The United States and Britain have accused the Iraqi leader Saddam Hussein of "obvious falsehood" and omissions in his weapons declaration to the United Nations.
White House spokesman Ari Fleischer said President George W Bush was "concerned" about gaps in the Iraqi report, although he would not specify whether the US regarded these as a breach of the UN resolution on Iraq.
US Secretary of State Colin Powell has said that Washington will make a statement on the dossier on Thursday, after the chief UN weapons inspector, Hans Blix, gives his first assessment of the 12,000-page document.
He added that he was not optimistic that Iraq would co-operate with demands to disarm, and that he believed other Security Council members felt the same way.
Mr Fleischer said the US would act in a "thoughtful and deliberative" way after hearing Mr Blix's report. "But this was Saddam Hussein's last chance," he added.
UK Foreign Secretary Jack Straw also criticised the Iraqi declaration, saying it was not "the full and complete" version demanded by the UN Security Council.
"This will fool nobody," Mr Straw said in a statement on Wednesday. "If Saddam persists in this obvious falsehood, it will become clear that he has rejected the pathway to peace."
Mr Bush is meeting security officials in Washington to consider a formal response to the 12,000 page Iraqi declaration.
The US is expected to declare the report inadequate, but correspondents say Mr Bush is unlikely to cite this as a "material breach" of the resolution and therefore a justification for war.
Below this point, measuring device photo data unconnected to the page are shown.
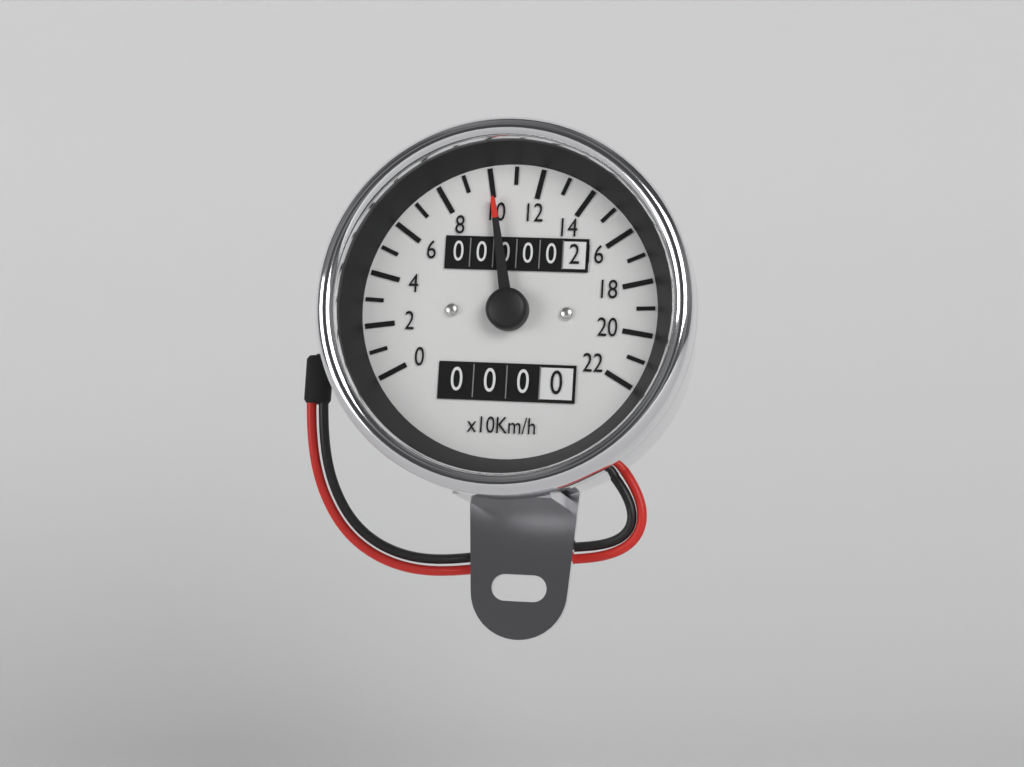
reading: 100 km/h
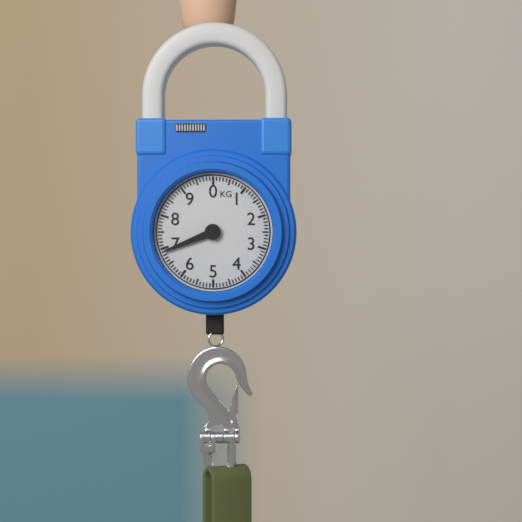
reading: 6.9 kg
Instead, Mr Bush is expected to chart a slightly more patient course that would push the prospects for military action back to mid-January.
'Obvious omissions'
Britain has been the strongest international supporter of President Bush's tough line on Iraq — and the latest statement keeps Britain's position closely aligned with that of the US.
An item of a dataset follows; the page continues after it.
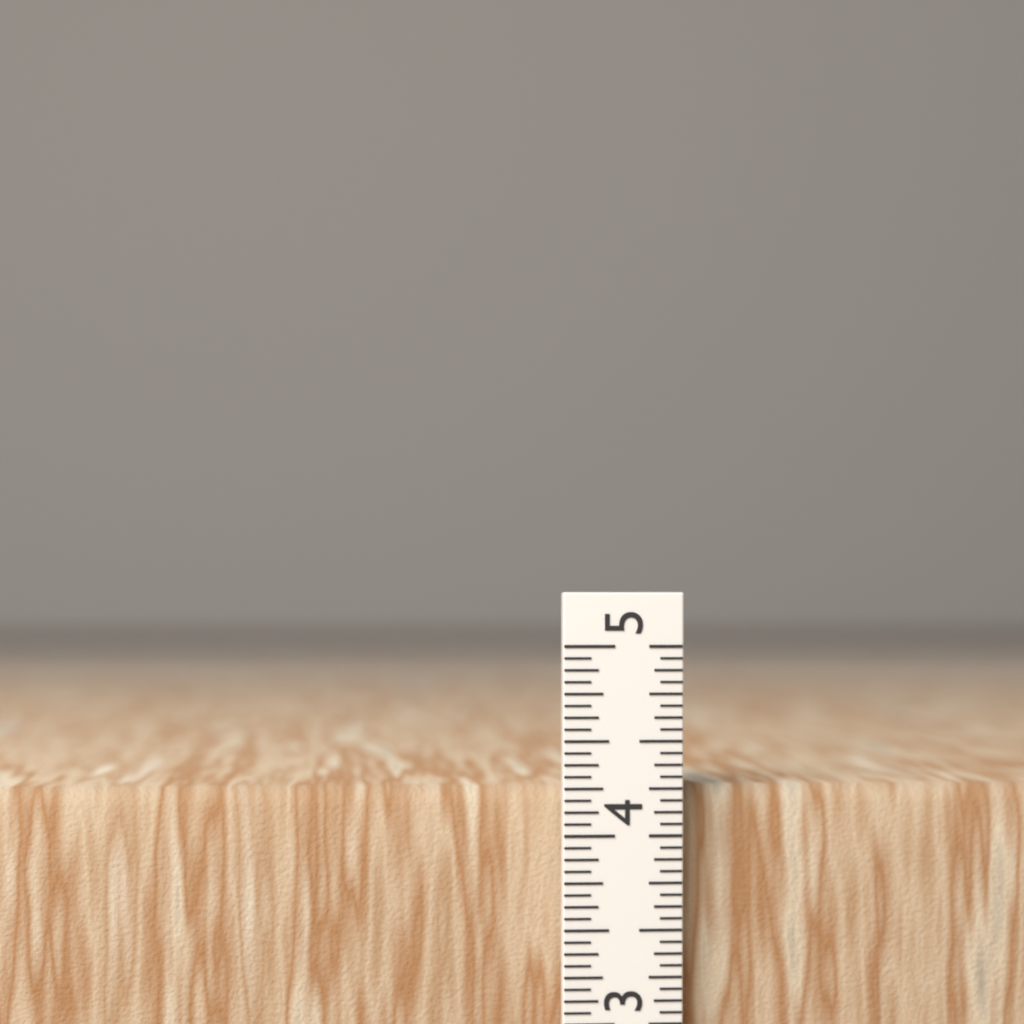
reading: 4.2500 in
Mr Straw said the declaration had "obvious omissions" — notably a failure to account for the weapons of mass destruction listed in the final report of the UN inspectors who left Iraq in 1998.
Prime Minister Tony Blair said on Wednesday that Britain would give its formal response to the declaration after Christmas.
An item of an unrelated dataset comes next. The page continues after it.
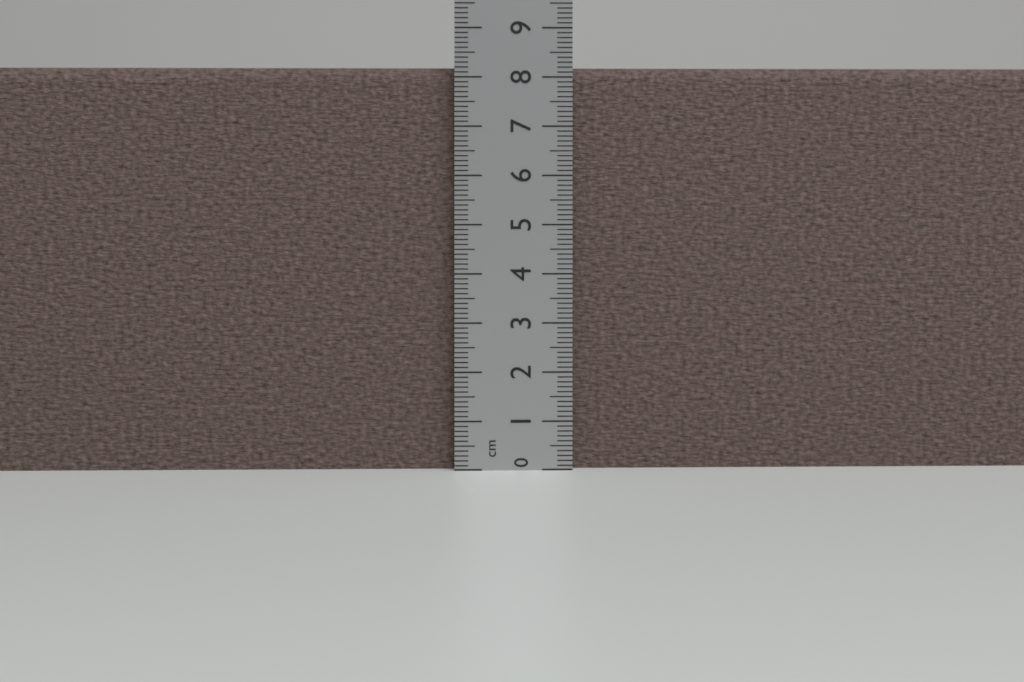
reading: 8.2 cm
"I think most people who have looked at this obviously very long document are very sceptical about the claims that it makes," he said.
Grounds for war
Correspondents say the US administration is likely to press for interviews with Iraqi scientists outside Iraq — an option laid out in the UN resolution.
The Bush administration believes Iraq will resist the move, and can then be declared in material breach of the resolution.
Mr Blix reportedly met US State Department official John S Wolf on Tuesday, who put to him the deficiencies that US security agencies had found in the declaration.
The edited declaration distributed to the non-permanent members of the UN Security Council runs to 3,500 pages, compared with the original's 12,000 pages.
Sensitive information — which the US says could be used to build weapons of mass destruction — was removed from it.
Syria in particular has been angered by the censorship of the document, and on Wednesday said it would return its copy in protest at not receiving the full version.
The Security Council resolution which led to the return of weapons inspectors to Iraq, adopted in November, warns Baghdad of "serious consequences" if it fails to comply with UN disarmament demands.
The Americans have said they will lead a coalition to disarm Iraq by force if it fails to co-operate fully with weapons inspections.